The question of assisted suicide for people who regard their life as completed was referred to a committee headed by Professor Paul Schnabel three years ago, and his report, published this February,

'concluded that the current euthanasia legislation functions well and that there is scope within that legislation that is not being used at present... [and] no reason to amend it. Although the legislation does not provide any scope for people whose suffering does not have a medical dimension, the Schnabel committee does not consider it desirable to widen the current legal scope for assisted suicide.

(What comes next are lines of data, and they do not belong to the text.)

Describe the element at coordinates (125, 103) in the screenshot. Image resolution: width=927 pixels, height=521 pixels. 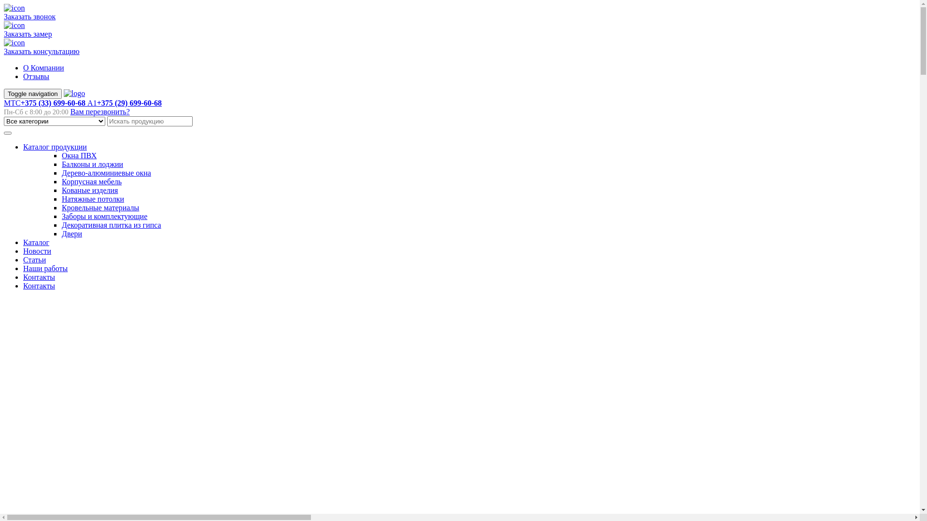
I see `A1+375 (29) 699-60-68` at that location.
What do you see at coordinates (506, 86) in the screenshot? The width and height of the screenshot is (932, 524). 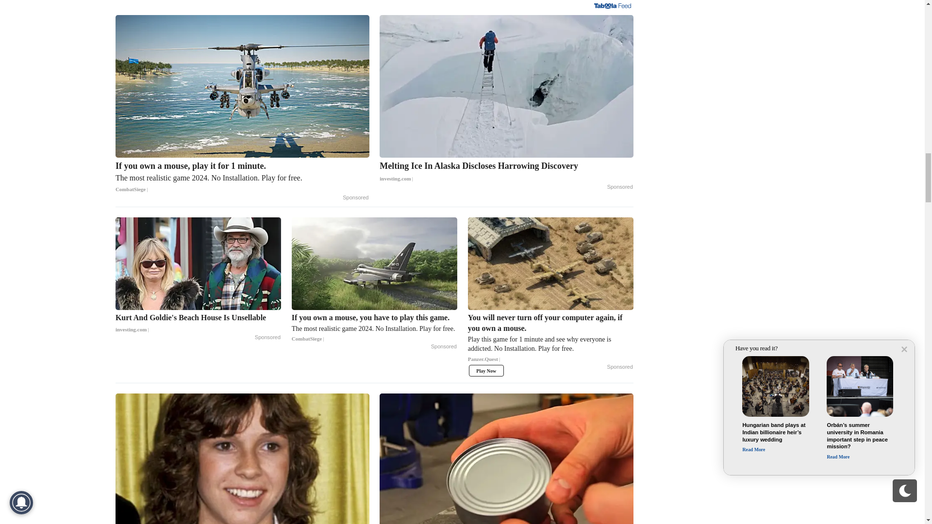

'According to the government, however, this conclusion does not do justice to the wishes of people who regard their life as completed and request help in ending it. The government takes the view that such a request for help made by a person who is suffering unbearably and with no prospect of improvement, but whose suffering does not have a medical dimension, can be legitimate.'

British disability campaigner Baroness Jane Campbell has spoken eloquently about how proposals for euthanasia and assisted suicide are always based on arbitrary boundaries. If you thought that having a feeling of life being completed was hard to define, the Dutch Government has news for you:

'As the growing demand for autonomy in end-of-life decisions generally comes from elderly people, any new system will be limited to people in that age group.'

The messages to the Dutch people is clear: it is reasonable to want to kill yourself when you no longer feel productive, and reaching old age will be a key marker in making such an assessment of a life's worthlessness. The move is an incredible demonstration of incremental extension - perhaps even more shocking that the extension of Belgium's euthanasia law to children in 2014 - in a country whose culture of health and social care is far closer to our own than those in the United States cited as models of assisted suicide practice by proponents. Incredibly, the campaign group Dignity in Dying (formerly the Voluntary Euthanasia Society) responded thus:

'The fact that Dutch parliamentarians are considering a possible extension of their own euthanasia laws is not evidence that introducing an assisted dying law in the UK for terminally ill, mentally competent adults would later be extended by British parliamentarians beyond this criteria. Britain will get the law that the British Parliaments pass... We do not seek to introduce a Dutch style law in the UK.'

Well, neither did the Dutch. That's the point. Last year, euthanasia deaths numbered 5,516 - 3.9% of all deaths. On a simple population-based extrapolation, that would amount to some 20,000 euthanasia deaths in the UK. The annual rise in the Dutch figures is already marked (14% between 2014 and 2015); if the proposed new law is passed, we can hardly bear to imagine where the figures might go, and with disturbing reports already available concerning euthanasia for psychiatric disorders and Government consideration of euthanasia for the under-12s, the future for 'weaker' members of Dutch society seems bleak.